I’m getting the sense that this might be therapeutic for Addiquit. We haven’t had many conversations before this one, but the few that we’ve had have been splotchy and confusing, so this is pretty refreshing. For nearly three years, she’s been touted as one of the next big things on the local music scene, playing a rowdy mix of electronic, hip-hop and club music with a unique lyrical style that can be straightforward and curt one minute, indecipherable and funny the next. She’s been compared with everyone from M.I.A. and CocoRosie to MC Lyte and Lil Kim, and she found a fan in indie darling Cat Power. Top it off with model looks and a tomboy swagger (complete with tattoos all over her body), and it’s easy to see why she’s generated a buzz.

But her behavior and musical output has been sporadic at best. There were promises of an album that never came. And her live shows, while it was often easy to see that she had potential, have sometimes been messy, drunken displays. 

But now, sitting on the couch of her boyfriend’s apartment—Pall Jenkins of The Black Heart Procession and Three Mile Pilot—double-fisting a water and a beer, she seems clearheaded and vulnerable. The road leading up to this moment has been filled with drama and haze, but I get the sense that Addiquit wouldn’t have wanted it any other way.

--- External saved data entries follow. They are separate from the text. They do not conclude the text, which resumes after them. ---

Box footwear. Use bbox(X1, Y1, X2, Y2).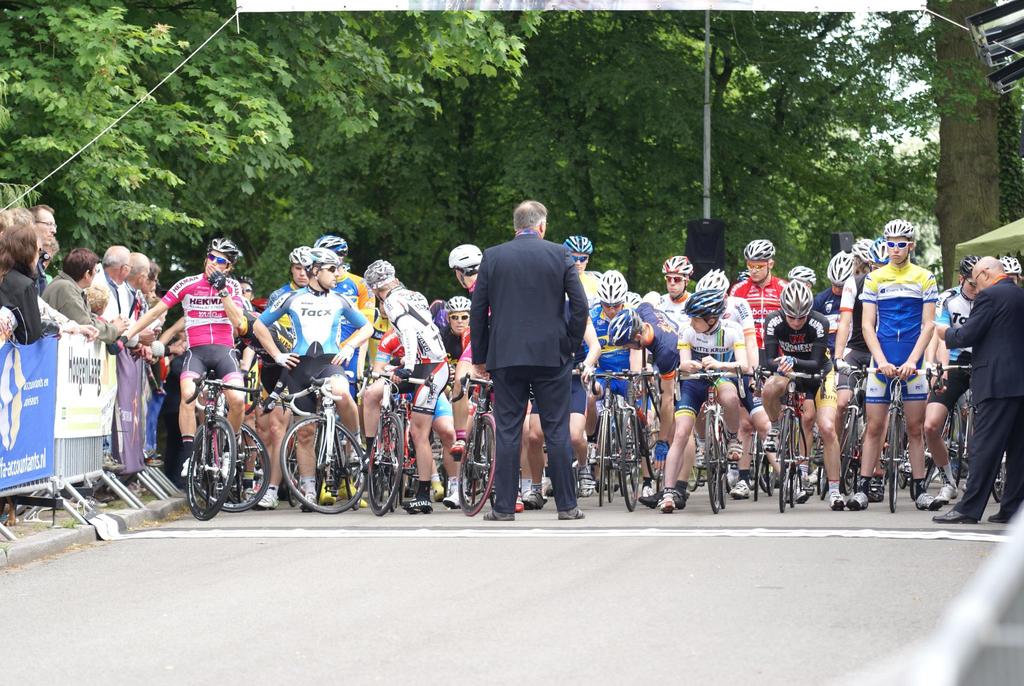
bbox(643, 484, 653, 496).
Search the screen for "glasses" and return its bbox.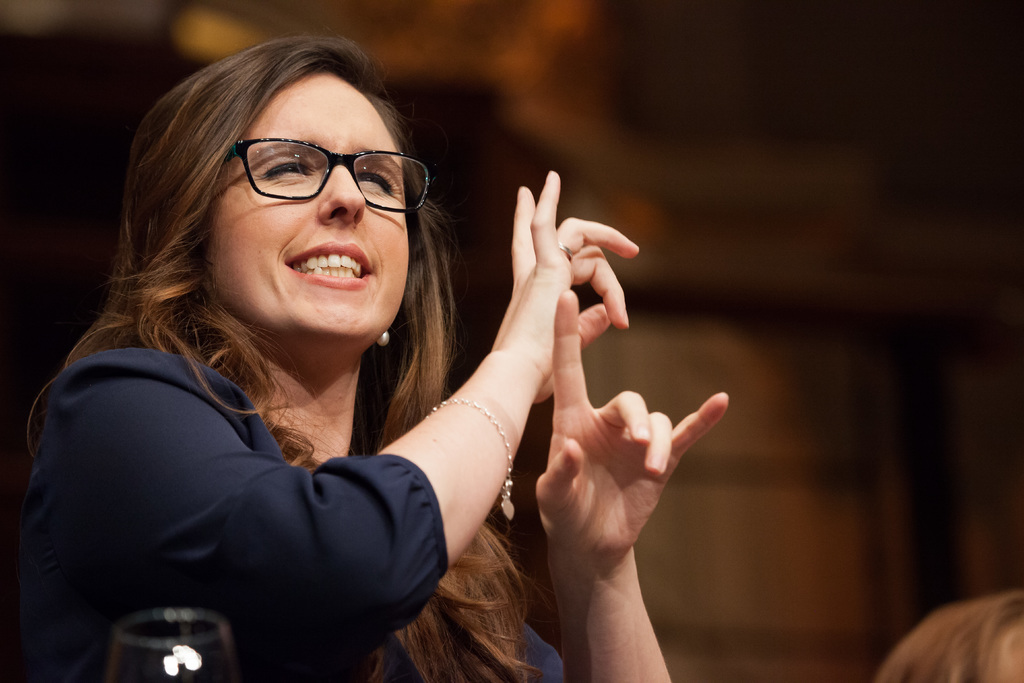
Found: <region>198, 124, 431, 211</region>.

“Yeah, I feel misunderstood a lot,” she says. “More like I have to tame a lot. But that’s what was so great about growing up in, or being in, my 20’s. I actually did not change for anybody. And so even my relationships would maybe suffer a little bit. I’m really interested in learning more about me, and if I started accepting these invitations to change, then maybe I wouldn’t have changed on my own.”

If no particular person made Addiquit change, it was almost certainly the music. For years, she’s been working with New York-based producer and DJ Machinedrum, whom she first met in 2003 at an audio engineering school in Florida. Originally from Spring Valley, Addiquit left right out of high school and landed in just about every major city before finally coming back to San Diego in 2005. The miles and partying took their toll, but her relationship with Machinedrum remained productive, and she’s released the results via her MySpace page. 

She says that her new, self-titled album isn’t exactly a proper debut but, rather, a limited pressing of new and old songs she wants to sell while she’s on tour with The Black Heart Procession. On it, she raps and sings sexy club anthems (“Take U Home,” “Bermuda Love Triangle”) and gritty street soliloquies (“Dough,” “Killa”). The result is a brilliant pastiche of styles referencing everything from old-school hip-hop to riot grrrl punk. 

“I don’t even know if I have themes,” she says. “A lot of the songwriting is done in a non-intentional way. It’s seriously just about being in the moment.”

She doesn’t even really consider her music hip-hop.

“Maybe it’s a form of hip-hop, but I don’t know. Maybe there’s a genre out there. Alternative pop?”

When asked about her new tour, she says she’s “very excited,” but her response sounds pensive. She laughs in acknowledgment and tells me that her live show isn’t all the way there yet. 

“It’s gonna be difficult. I would feel 100 percent more comfortable and confident if my DJ could come with me. He’d have my back. But we’re just gonna have to put it in an iPod or a CD, and it’s just gonna be me up there. And that’s OK just as long as every song is correct.”

Even without Machinedrum, now or in the future, with Addiquit’s audio-engineering skills and perhaps a little help from an outside DJ, it’s easy to get the sense that not only will she be fine, but she’ll have that musical breakthrough that most think she’s capable of. That, and the fact that she finally seems ready to take whatever comes. 

“I feel like my abilities are changing,” she says. “I feel there’s a sense of progress with the album coming out, but the negativity and the manipulation that went into it, it wasn’t easy. It was stressful and painful. But I feel that where the positivity lies is in the people who listen to it. People love what they hear. And I just want to say, ‘Wow, if you only knew what I went through to make this shit.’”

Addiquit plays with Gift of Gab, Deep Rooted and DJ Artistic on Thursday, Oct. 29, at the Belly Up. She also plays the Grrrl Fair Benefit Show with The (SIS)TEM and Cihuatl-Ce on Friday, Nov. 6, at Che Café.